Cameron's US adviser plan under fire
UK police chiefs yesterday attacked Prime Minister David Cameron's plans to enlist a US crime expert after last week's riots.
Cameron, criticized by some in his Conservative Party as being too liberal on crime and punishment, has taken a tough stance after four nights of looting and arson hit cities across England.
In an interview in the Sunday Telegraph, Cameron said: "We have not talked the language of zero tolerance enough, but the message is getting through."
The prime minister, who has suggested the initial police response to the riots was too timid, has enlisted former New York, Los Angeles and Boston police chief William Bratton to advise his coalition on how to tackle street gangs, which he blamed for much of the violence.
But senior police officers, who have criticised government plans to cut policing, have reacted sceptically.
"I am not sure I want to learn about gangs from an area of America that has 400 of them," Hugh Orde, president of the Association of Chief Police Officers, said. "It seems to me, if you have 400 gangs, then you are not being very effective. If you look at the style of policing in the US, and their levels of violence, they are so fundamentally different from here."
More than 2,800 people have been arrested and courts have worked round the clock and over the weekend to clear a third of those cases.

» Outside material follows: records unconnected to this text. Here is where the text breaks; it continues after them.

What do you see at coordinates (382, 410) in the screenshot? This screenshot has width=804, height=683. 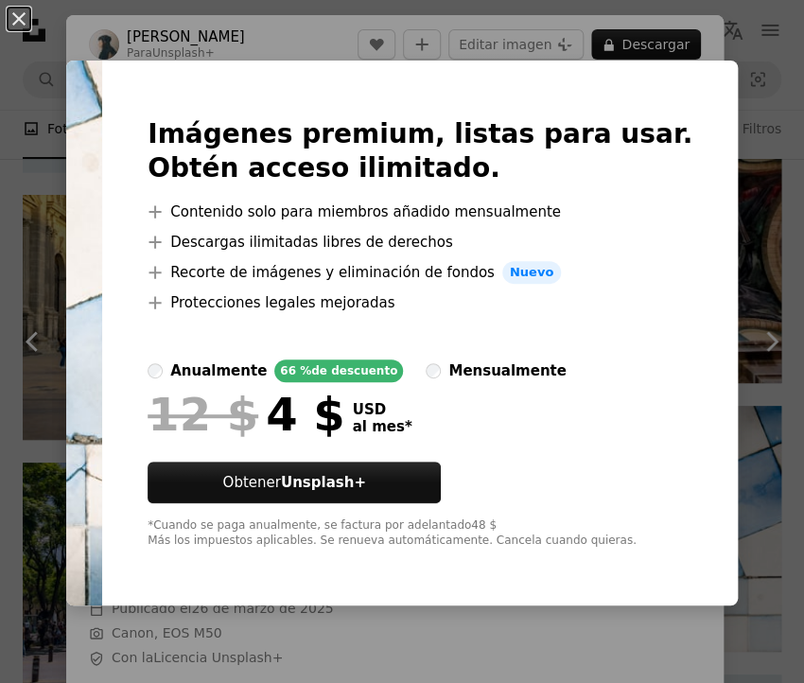 I see `span: USD` at bounding box center [382, 410].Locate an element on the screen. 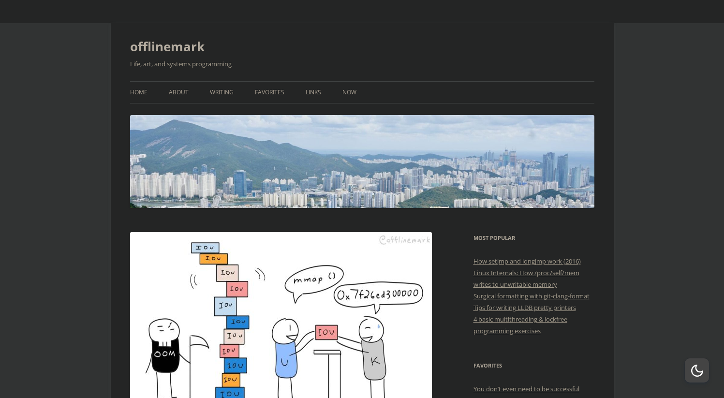  a: About is located at coordinates (178, 92).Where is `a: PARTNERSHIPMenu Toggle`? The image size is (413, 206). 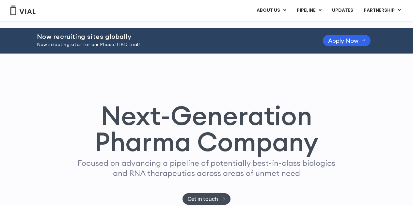
a: PARTNERSHIPMenu Toggle is located at coordinates (382, 10).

The riots have shocked Britons, many of whom are still asking why the mass disturbances occurred, and were allowed to spread so quickly from London to other English cities, with arsonists and looters apparently able to take over many streets with ease.

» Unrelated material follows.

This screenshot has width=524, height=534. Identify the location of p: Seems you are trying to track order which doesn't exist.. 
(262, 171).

Cameron, criticized by some in his Conservative Party as being too liberal on crime and punishment, has taken a tough stance after four nights of looting and arson hit cities across England.
In an interview in the Sunday Telegraph, Cameron said: "We have not talked the language of zero tolerance enough, but the message is getting through."

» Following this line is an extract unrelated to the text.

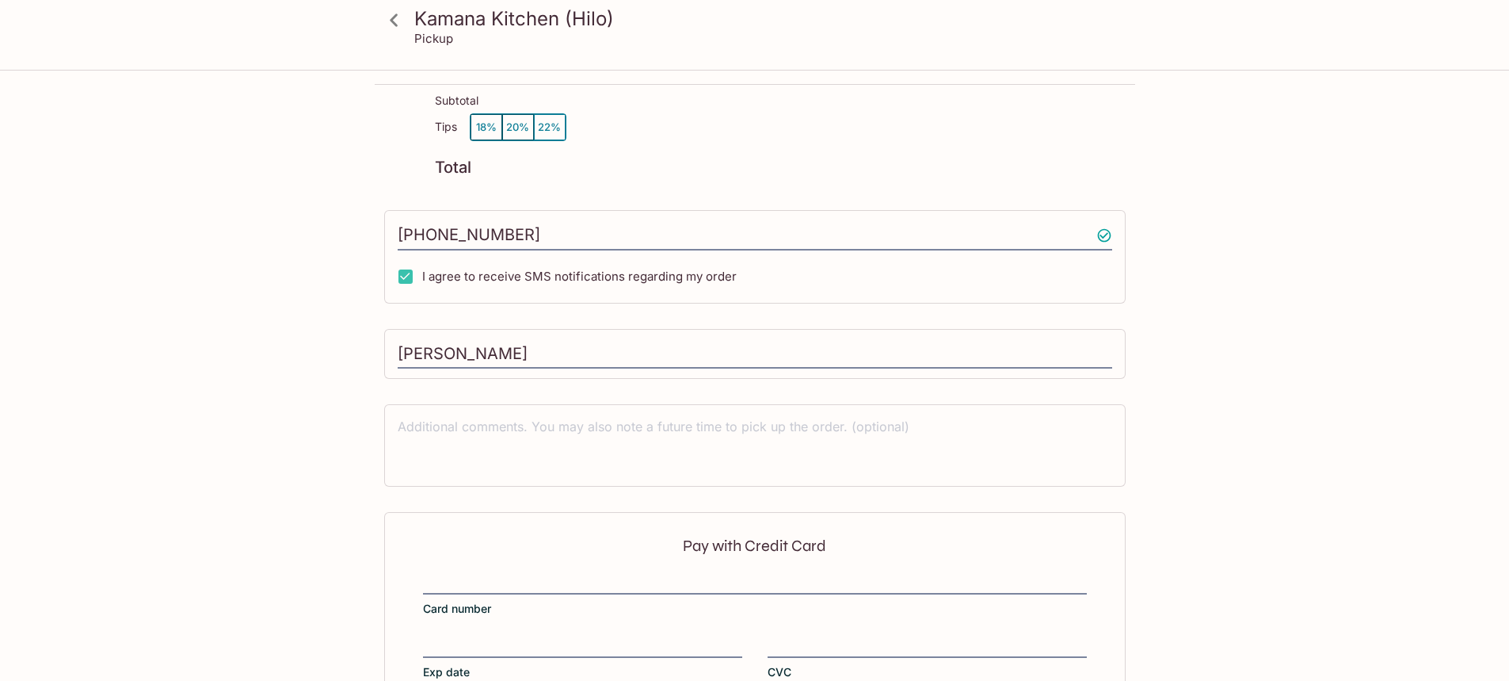  What do you see at coordinates (550, 127) in the screenshot?
I see `button: 22%` at bounding box center [550, 127].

The prime minister, who has suggested the initial police response to the riots was too timid, has enlisted former New York, Los Angeles and Boston police chief William Bratton to advise his coalition on how to tackle street gangs, which he blamed for much of the violence.
But senior police officers, who have criticised government plans to cut policing, have reacted sceptically.
"I am not sure I want to learn about gangs from an area of America that has 400 of them," Hugh Orde, president of the Association of Chief Police Officers, said. "It seems to me, if you have 400 gangs, then you are not being very effective. If you look at the style of policing in the US, and their levels of violence, they are so fundamentally different from here."
More than 2,800 people have been arrested and courts have worked round the clock and over the weekend to clear a third of those cases.
The riots have shocked Britons, many of whom are still asking why the mass disturbances occurred, and were allowed to spread so quickly from London to other English cities, with arsonists and looters apparently able to take over many streets with ease.